Here, the link between ecological and economic debt becomes visible—not as an academic concept, but as lived human vulnerability.

Jubilee as a Lens, Not a Solution

The Jubilee tradition does not provide ready-made answers. Instead, it functions as a lens—a way of seeing reality differently. It invites societies to pause, reassess inherited systems, and ask whom they truly serve.

Seen this way, the end of the Jubilee is not a conclusion but a transition. The symbolic moment has passed; the responsibility remains.

Rupture Rather Than Transition

The Jubilee also invites a more honest assessment of the moment the world is facing. The pressures surrounding debt, ecological limits, and persistent inequality do not point to a simple adjustment of existing systems. They signal a deeper rupture, in which inherited economic, financial, and environmental frameworks are no longer able to respond adequately to the realities they shape.

As one recent analysis has observed, “you cannot live within the lie of mutual benefit through integration when integration becomes the source of your subordination.” In this sense, the Jubilee does not suggest minor corrections, but calls for lucidity about narratives and structures that can no longer continue as before.

Beyond Fortresses: Shared Responsibility

In moments of rupture, the temptation to retreat is strong. When systems become unstable, the instinctive response is often to protect one’s own interests—securing resources, reinforcing economic boundaries, and shifting costs elsewhere. Yet a world organized around financial, ecological, or political fortresses risks becoming more fragile and less sustainable.

The Jubilee points instead toward a different horizon: one of shared responsibility—unequal, yet real—where interdependence is acknowledged, visible and invisible debts are faced, and resilience is built without placing the burden on the most vulnerable.

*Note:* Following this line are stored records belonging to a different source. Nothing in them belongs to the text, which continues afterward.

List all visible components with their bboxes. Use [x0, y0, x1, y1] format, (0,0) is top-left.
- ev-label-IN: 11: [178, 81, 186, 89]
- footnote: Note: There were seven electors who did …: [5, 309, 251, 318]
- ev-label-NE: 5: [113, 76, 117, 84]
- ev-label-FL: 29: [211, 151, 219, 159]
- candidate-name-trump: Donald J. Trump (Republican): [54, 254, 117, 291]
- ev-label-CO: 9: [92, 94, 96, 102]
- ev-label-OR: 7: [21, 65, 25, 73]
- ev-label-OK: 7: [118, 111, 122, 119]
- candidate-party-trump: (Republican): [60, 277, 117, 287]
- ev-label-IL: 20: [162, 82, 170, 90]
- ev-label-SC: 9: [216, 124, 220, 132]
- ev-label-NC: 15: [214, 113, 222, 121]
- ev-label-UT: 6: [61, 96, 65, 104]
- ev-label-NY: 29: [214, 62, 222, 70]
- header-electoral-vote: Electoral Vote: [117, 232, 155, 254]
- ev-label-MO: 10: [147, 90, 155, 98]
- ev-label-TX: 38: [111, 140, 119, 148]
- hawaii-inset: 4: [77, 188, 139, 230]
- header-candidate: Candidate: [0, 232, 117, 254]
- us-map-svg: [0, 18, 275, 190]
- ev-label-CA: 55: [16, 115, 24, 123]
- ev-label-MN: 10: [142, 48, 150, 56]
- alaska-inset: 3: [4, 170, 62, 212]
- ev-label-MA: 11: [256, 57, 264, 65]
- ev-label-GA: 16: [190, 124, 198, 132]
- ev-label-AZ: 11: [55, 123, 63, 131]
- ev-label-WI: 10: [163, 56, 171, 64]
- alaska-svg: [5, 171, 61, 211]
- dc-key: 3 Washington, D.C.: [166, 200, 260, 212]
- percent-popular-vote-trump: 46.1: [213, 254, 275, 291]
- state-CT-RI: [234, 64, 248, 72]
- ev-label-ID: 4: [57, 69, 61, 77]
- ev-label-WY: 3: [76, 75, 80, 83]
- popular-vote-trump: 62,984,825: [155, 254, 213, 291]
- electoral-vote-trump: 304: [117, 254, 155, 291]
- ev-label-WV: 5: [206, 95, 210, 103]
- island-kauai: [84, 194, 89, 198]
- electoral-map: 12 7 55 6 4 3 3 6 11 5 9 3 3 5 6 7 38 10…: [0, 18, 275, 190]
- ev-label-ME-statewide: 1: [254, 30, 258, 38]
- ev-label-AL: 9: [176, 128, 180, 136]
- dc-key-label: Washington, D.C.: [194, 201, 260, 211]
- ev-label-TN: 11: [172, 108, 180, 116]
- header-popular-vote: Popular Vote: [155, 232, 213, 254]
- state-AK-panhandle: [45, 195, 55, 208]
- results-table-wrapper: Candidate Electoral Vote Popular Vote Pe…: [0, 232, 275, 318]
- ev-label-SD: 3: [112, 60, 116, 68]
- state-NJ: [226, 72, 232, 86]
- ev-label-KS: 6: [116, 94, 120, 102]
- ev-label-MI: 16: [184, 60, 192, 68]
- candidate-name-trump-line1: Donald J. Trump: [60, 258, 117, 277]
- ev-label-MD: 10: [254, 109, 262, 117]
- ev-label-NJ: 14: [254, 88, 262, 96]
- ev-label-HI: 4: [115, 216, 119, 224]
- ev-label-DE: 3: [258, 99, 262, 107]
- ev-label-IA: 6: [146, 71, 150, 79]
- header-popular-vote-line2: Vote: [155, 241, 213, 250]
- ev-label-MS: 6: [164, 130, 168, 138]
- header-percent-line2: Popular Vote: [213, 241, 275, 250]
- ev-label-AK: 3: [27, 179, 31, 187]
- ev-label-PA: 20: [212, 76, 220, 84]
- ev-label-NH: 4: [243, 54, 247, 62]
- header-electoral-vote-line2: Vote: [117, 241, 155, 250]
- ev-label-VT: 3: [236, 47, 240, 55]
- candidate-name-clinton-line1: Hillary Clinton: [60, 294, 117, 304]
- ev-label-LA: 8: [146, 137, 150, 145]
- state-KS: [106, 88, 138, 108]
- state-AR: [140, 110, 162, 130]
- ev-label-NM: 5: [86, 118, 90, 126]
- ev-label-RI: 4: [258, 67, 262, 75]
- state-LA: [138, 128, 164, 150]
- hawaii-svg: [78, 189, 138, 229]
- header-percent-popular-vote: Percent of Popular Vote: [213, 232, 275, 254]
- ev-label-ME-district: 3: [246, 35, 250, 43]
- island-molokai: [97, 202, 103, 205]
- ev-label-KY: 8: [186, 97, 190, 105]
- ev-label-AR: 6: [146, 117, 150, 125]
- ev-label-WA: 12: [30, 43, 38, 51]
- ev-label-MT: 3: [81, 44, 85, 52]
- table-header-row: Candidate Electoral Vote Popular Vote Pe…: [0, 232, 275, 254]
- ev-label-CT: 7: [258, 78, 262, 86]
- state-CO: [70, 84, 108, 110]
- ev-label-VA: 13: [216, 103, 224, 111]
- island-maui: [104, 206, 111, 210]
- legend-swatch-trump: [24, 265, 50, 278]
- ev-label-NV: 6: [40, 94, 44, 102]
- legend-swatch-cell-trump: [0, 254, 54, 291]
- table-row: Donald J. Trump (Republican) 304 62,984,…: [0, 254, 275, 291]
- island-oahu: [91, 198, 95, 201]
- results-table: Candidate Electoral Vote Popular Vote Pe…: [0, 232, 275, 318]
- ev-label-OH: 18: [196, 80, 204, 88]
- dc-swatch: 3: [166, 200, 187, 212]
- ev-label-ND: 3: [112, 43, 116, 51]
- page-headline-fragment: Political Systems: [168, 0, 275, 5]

Missionary Insight: Listening After the Celebration

For missionary communities like the SMA, the Jubilee exemplifies a common pattern: decisive moments are judged more by their aftermath than by their symbolism. In his closing speech at the 2025 SMA General Assembly, the Superior General highlighted that assemblies and significant church events do not end with resolutions alone but with the duty to uphold their spirit in everyday mission.

What matters most begins after the doors are closed—when renewed convictions must be translated into long-term presence, discernment, and concrete choices.

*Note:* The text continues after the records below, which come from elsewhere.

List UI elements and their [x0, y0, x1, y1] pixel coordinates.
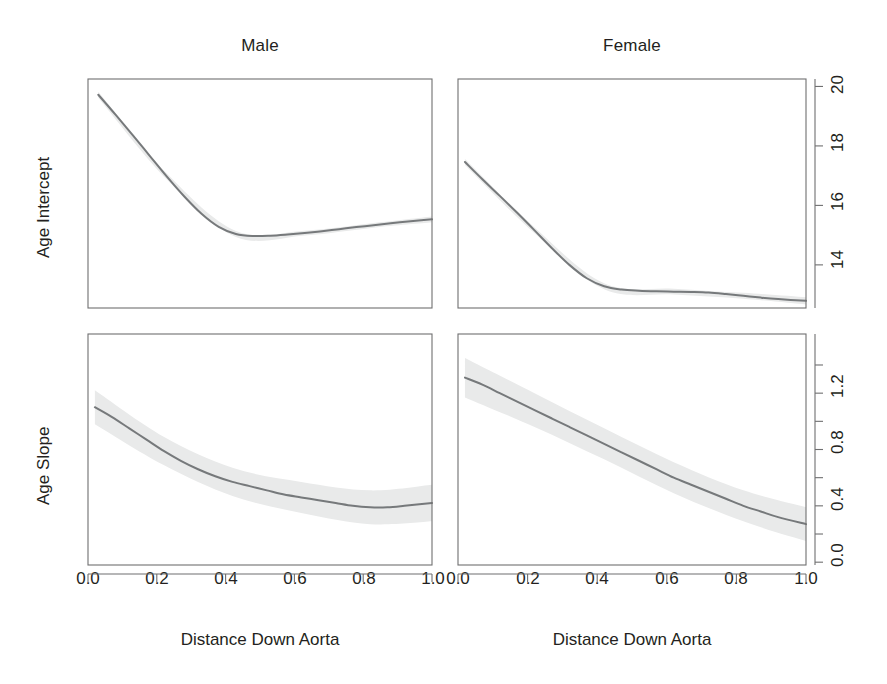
plot-svg — [0, 0, 887, 684]
confidence-band-bottom-right — [465, 358, 806, 541]
panel-top-right — [458, 79, 806, 308]
fit-line-top-right — [465, 162, 806, 301]
confidence-band-bottom-left — [95, 390, 432, 524]
panel-top-left — [88, 79, 432, 308]
figure-canvas: Male Female Age Intercept Age Slope Dist… — [0, 0, 887, 684]
confidence-band-top-left — [98, 92, 432, 241]
panel-bottom-right — [458, 334, 806, 565]
panel-bottom-left — [88, 334, 432, 565]
panel-frame-top-left — [88, 79, 432, 308]
panel-frame-top-right — [458, 79, 806, 308]
fit-line-top-left — [98, 95, 432, 236]
confidence-band-top-right — [465, 159, 806, 304]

This perspective shapes how the SMA approaches questions of debt, ecology, and inequality. These are not treated primarily as abstract policy issues, but as realities encountered alongside communities affected by environmental degradation, economic vulnerability, and social imbalance. From this vantage point, the Jubilee functions less as a conclusion than as a lens—sharpening attention to shared responsibility once the symbolic moment has passed, and grounding global concerns in lived human experience.

Shared Responsibility After the Jubilee

The Jubilee year may be over, but the world it sought to illuminate has not changed overnight. Debt remains. Ecological pressure continues. Inequality persists.

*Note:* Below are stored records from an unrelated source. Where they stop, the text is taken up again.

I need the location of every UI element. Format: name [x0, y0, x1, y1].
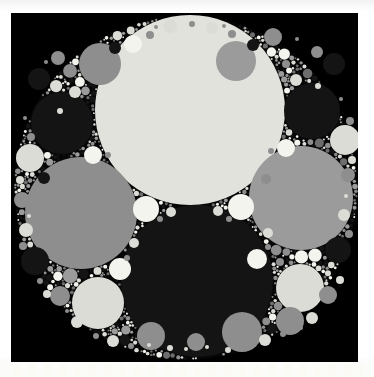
gasket-circle-small	[30, 172, 35, 177]
gasket-circle-small	[163, 352, 170, 359]
gasket-circle-small	[118, 328, 120, 330]
gasket-circle	[44, 60, 48, 64]
gasket-circle-small	[340, 121, 342, 123]
gasket-circle-small	[255, 229, 257, 231]
gasket-circle-small	[276, 66, 280, 70]
gasket-circle-small	[155, 19, 157, 21]
gasket-circle-small	[346, 164, 349, 167]
gasket-circle-small	[296, 135, 299, 138]
gasket-circle-small	[98, 141, 100, 143]
gasket-circle-small	[29, 141, 31, 143]
gasket-circle-small	[24, 143, 26, 145]
gasket-circle-small	[104, 337, 107, 340]
gasket-circle	[51, 51, 65, 65]
gasket-circle-small	[271, 334, 273, 336]
gasket-circle-small	[245, 187, 248, 190]
gasket-circle	[244, 344, 248, 348]
gasket-circle-small	[124, 308, 126, 310]
gasket-circle-small	[135, 226, 139, 230]
gasket-circle	[284, 83, 340, 139]
gasket-circle-small	[281, 76, 287, 82]
gasket-circle-small	[118, 283, 121, 286]
gasket-circle-small	[244, 27, 247, 30]
gasket-circle-small	[70, 309, 73, 312]
gasket-circle-small	[124, 346, 126, 348]
gasket-circle-small	[224, 206, 228, 210]
gasket-circle	[344, 194, 348, 198]
gasket-circle-small	[280, 59, 282, 61]
gasket-circle-small	[26, 184, 30, 188]
gasket-circle-small	[99, 145, 101, 147]
gasket-circle-small	[268, 308, 270, 310]
gasket-circle	[104, 236, 114, 246]
gasket-circle-small	[159, 201, 163, 205]
gasket-circle-small	[86, 96, 89, 99]
gasket-circle-small	[105, 275, 107, 277]
gasket-circle-small	[325, 143, 331, 149]
gasket-circle-small	[294, 261, 296, 263]
gasket-circle-small	[44, 152, 51, 159]
gasket-circle-small	[216, 203, 219, 206]
gasket-circle	[225, 347, 231, 353]
gasket-circle	[280, 331, 286, 337]
gasket-circle-small	[64, 79, 66, 81]
gasket-circle-small	[273, 276, 277, 280]
gasket-circle	[19, 223, 33, 237]
gasket-circle-small	[115, 323, 119, 327]
gasket-circle-small	[74, 76, 76, 78]
gasket-circle-small	[289, 137, 291, 139]
gasket-circle-small	[354, 189, 358, 193]
gasket-circle-small	[93, 123, 95, 125]
gasket-circle-small	[150, 350, 152, 352]
gasket-circle-small	[290, 64, 292, 66]
gasket-circle-small	[24, 176, 26, 178]
gasket-circle	[184, 347, 188, 351]
gasket-circle-small	[252, 221, 254, 223]
gasket-circle	[222, 24, 226, 28]
gasket-circle	[341, 168, 355, 182]
gasket-circle-small	[112, 325, 115, 328]
gasket-circle-small	[153, 353, 155, 355]
gasket-circle-small	[291, 135, 294, 138]
gasket-circle-small	[14, 187, 16, 189]
apollonian-gasket-figure	[11, 13, 358, 362]
gasket-circle-small	[15, 174, 17, 176]
gasket-circle-small	[282, 135, 286, 139]
gasket-circle-small	[94, 267, 102, 275]
gasket-circle-small	[284, 88, 290, 94]
gasket-circle-small	[54, 269, 57, 272]
gasket-circle-small	[267, 324, 277, 334]
gasket-circle-small	[328, 262, 335, 269]
gasket-circle-small	[62, 282, 65, 285]
gasket-circle	[93, 333, 99, 339]
gasket-circle	[338, 209, 350, 221]
gasket-circle-small	[20, 217, 22, 219]
gasket-circle-small	[195, 357, 197, 359]
gasket-circle-small	[354, 170, 356, 172]
gasket-circle-small	[306, 262, 309, 265]
gasket-circle-small	[38, 170, 41, 173]
gasket-circle-small	[156, 352, 162, 358]
gasket-circle-small	[252, 226, 254, 228]
gasket-circle-small	[17, 184, 20, 187]
gasket-circle-small	[119, 335, 130, 346]
gasket-circle-small	[79, 149, 81, 151]
gasket-circle-small	[25, 172, 29, 176]
gasket-circle-small	[271, 255, 274, 258]
gasket-circle-small	[110, 37, 113, 40]
gasket-circle-small	[141, 225, 144, 228]
gasket-circle-small	[250, 32, 255, 37]
gasket-circle	[38, 172, 50, 184]
gasket-circle-small	[51, 154, 53, 156]
gasket-circle-small	[63, 154, 65, 156]
gasket-circle	[276, 264, 324, 312]
gasket-circle	[27, 214, 31, 218]
gasket-circle-small	[353, 206, 357, 210]
gasket-circle-small	[353, 193, 355, 195]
gasket-circle-small	[316, 265, 322, 271]
gasket-circle-small	[19, 209, 25, 215]
gasket-circle-small	[41, 167, 45, 171]
gasket-circle-small	[325, 270, 331, 276]
gasket-circle-small	[93, 119, 95, 121]
gasket-circle-small	[94, 133, 97, 136]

If freedom, as explored earlier in this series, is relational, then responsibility must also be shared. And if faith is truly incarnate, it cannot disengage once the celebrations end.

What remains after the Jubilee is not a program, but a question—quiet, persistent, and necessary:
How do we reorder our relationships—between nations, generations, and the earth itself—so that justice and sustainability grow together?